Nature's law says that the strong must prevent the weak from living, but only in a newspaper article or textbook can this be packaged into a comprehensible thought. In the soup of everyday life, in the mixture of minutia from which human relations are woven, it is not a law. It is a logical incongruity when both strong and weak fall victim to their mutual relations, unconsciously subservient to some unknown guiding power that stands outside of life, irrelevant to man.
How many times it thundered before Franklin took the hint! How many apples fell on Newton's head before he took the hint! Nature is always hinting at us. It hints over and over again. And suddenly we take the hint.

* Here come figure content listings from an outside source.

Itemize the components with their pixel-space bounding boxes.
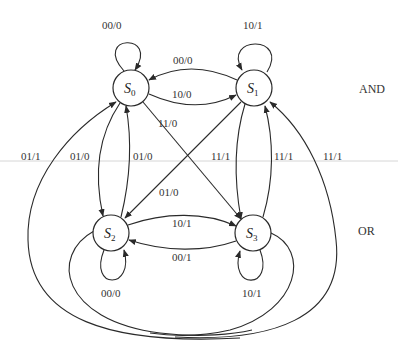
self-loop-s2 — [101, 250, 126, 280]
state-letter: S — [246, 226, 253, 241]
self-loop-s1 — [238, 44, 272, 72]
edge-s1-s0 — [149, 69, 237, 80]
edge-s0-s1 — [149, 94, 236, 105]
state-letter: S — [124, 81, 131, 96]
state-letter: S — [104, 226, 111, 241]
label-s0-s1: 10/0 — [172, 88, 192, 100]
state-s2: S2 — [93, 215, 129, 251]
state-subscript: 1 — [254, 88, 259, 98]
state-s1: S1 — [236, 70, 272, 106]
label-and: AND — [359, 82, 385, 96]
self-loop-s0 — [115, 43, 140, 71]
edge-s3-s2 — [129, 240, 236, 249]
label-self-s3: 10/1 — [242, 287, 262, 299]
state-diagram: S0 S1 S2 S3 00/0 10/1 00/0 10/1 00/0 10/… — [0, 0, 398, 350]
edge-inner-left-s2-s3 — [69, 231, 252, 335]
edge-s0-s2 — [98, 103, 120, 216]
label-s0-s2: 01/0 — [70, 150, 90, 162]
state-letter: S — [247, 81, 254, 96]
state-s3: S3 — [235, 215, 271, 251]
self-loop-s3 — [238, 250, 263, 280]
label-s2-s3: 10/1 — [172, 217, 192, 229]
label-s3-s2: 00/1 — [172, 251, 192, 263]
state-subscript: 3 — [253, 233, 258, 243]
label-s3-s1: 11/1 — [274, 150, 293, 162]
label-s0-s3: 11/0 — [158, 117, 178, 129]
state-s0: S0 — [113, 70, 149, 106]
label-outer-right: 11/1 — [323, 150, 342, 162]
label-s1-s0: 00/0 — [173, 54, 193, 66]
label-s1-s2: 01/0 — [159, 186, 179, 198]
label-self-s2: 00/0 — [101, 287, 121, 299]
label-s1-s3: 11/1 — [211, 150, 230, 162]
label-self-s1: 10/1 — [243, 19, 263, 31]
label-self-s0: 00/0 — [102, 19, 122, 31]
edge-outer-left-s0 — [28, 102, 240, 339]
label-s2-s0: 01/0 — [133, 150, 153, 162]
label-or: OR — [358, 224, 375, 238]
state-subscript: 0 — [131, 88, 136, 98]
label-outer-left: 01/1 — [21, 150, 41, 162]
state-subscript: 2 — [111, 233, 116, 243]
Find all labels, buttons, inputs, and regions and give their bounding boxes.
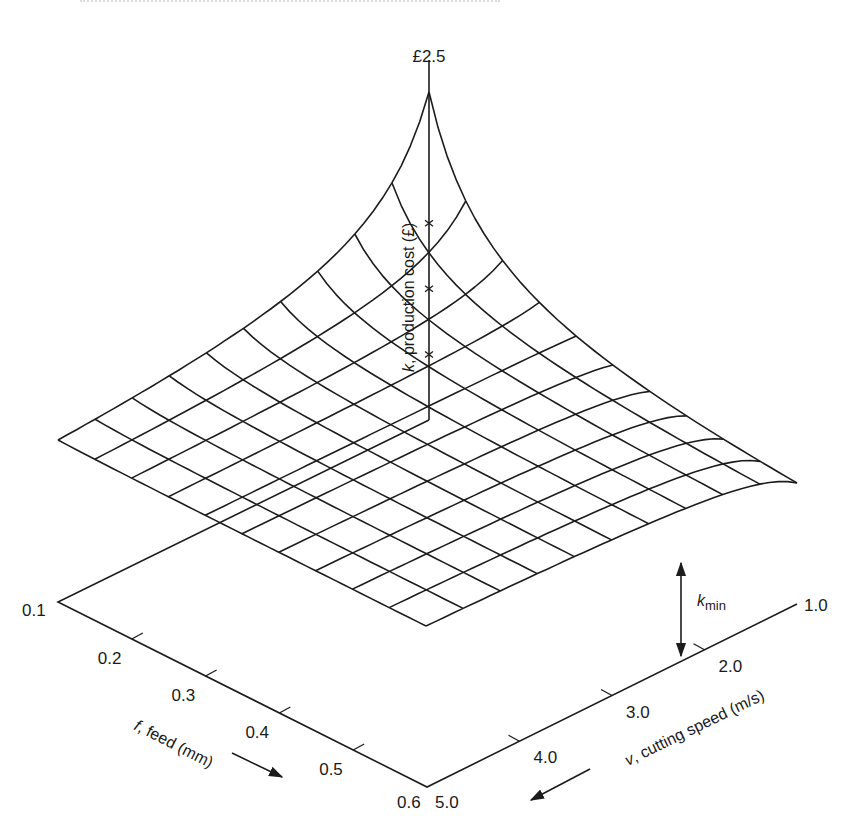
z-axis-max-label: £2.5 xyxy=(412,47,445,66)
feed-tick-label: 0.2 xyxy=(98,649,122,668)
z-axis-title: k, production cost (£) xyxy=(400,223,417,372)
speed-tick-label: 2.0 xyxy=(719,657,743,676)
feed-tick-label: 0.5 xyxy=(319,760,343,779)
speed-tick-label: 4.0 xyxy=(534,748,558,767)
speed-tick-label: 1.0 xyxy=(804,596,828,615)
speed-axis-title: v, cutting speed (m/s) xyxy=(622,686,767,768)
feed-tick-label: 0.4 xyxy=(245,723,269,742)
speed-tick-label: 3.0 xyxy=(626,703,650,722)
speed-direction-arrow-icon xyxy=(531,769,590,800)
surface-plot: £2.5 k, production cost (£) f, feed (mm)… xyxy=(0,0,859,836)
feed-direction-arrow-icon xyxy=(232,753,282,777)
z-axis xyxy=(425,60,433,420)
svg-text:k, production cost (£): k, production cost (£) xyxy=(400,223,417,372)
kmin-label: kmin xyxy=(697,592,726,613)
feed-tick-label: 0.1 xyxy=(22,601,46,620)
svg-text:f, feed (mm): f, feed (mm) xyxy=(132,717,217,771)
feed-tick-labels: 0.10.20.30.40.50.6 xyxy=(22,601,421,812)
svg-text:v, cutting speed (m/s): v, cutting speed (m/s) xyxy=(622,686,767,768)
feed-tick-label: 0.6 xyxy=(397,793,421,812)
feed-tick-label: 0.3 xyxy=(172,686,196,705)
feed-axis-title: f, feed (mm) xyxy=(132,717,217,771)
speed-tick-label: 5.0 xyxy=(435,793,459,812)
speed-tick-labels: 1.02.03.04.05.0 xyxy=(435,596,828,812)
cost-surface-mesh xyxy=(58,92,797,626)
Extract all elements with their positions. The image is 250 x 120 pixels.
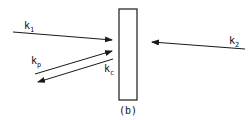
k1-label: k1: [24, 20, 34, 34]
kc-arrow: [38, 59, 113, 82]
kp-label: kp: [31, 55, 41, 69]
figure-caption: (b): [119, 105, 137, 116]
kc-label: kc: [104, 63, 114, 77]
k2-label: k2: [229, 35, 239, 49]
wave-vector-diagram: k1 kp kc k2 (b): [0, 0, 250, 120]
wall-rectangle: [119, 9, 137, 100]
k1-arrow: [13, 32, 112, 40]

If it be true that spirit is involved in Matter and apparent Nature is secret God, then the manifestation in the divine in himself and the realization of God within and without are the highest and most legitimate aim possible to man on earth.
It is presumed that there exists a great unity in nature, in respect of the adequacy of a single cause to account for many different kinds of consequences.
The seeming significance of nature's appearances, their unchanging strangeness to the senses, and the thrilling response which they awaken in the mind of man . . . If we could only write near enough to the facts, and yet with no pedestrian calm, but ardently, we might transfer the glamour of reality direct upon our pages.
When nature removes a great man, people explore the horizon for a successor; but none comes, and none will. His class is extinguished with him. In some other and quite different field, the next man will appear.
All nature ... is a respiration Of the Spirit of God, who, in breathing hereafter Will inhale it into his bosom again, So that nothing but God alone will remain.
See plastic Nature working to this end, The single atoms each to other tend, Attract, attracted to, the next in place Form'd and impell'd its neighbor to embrace.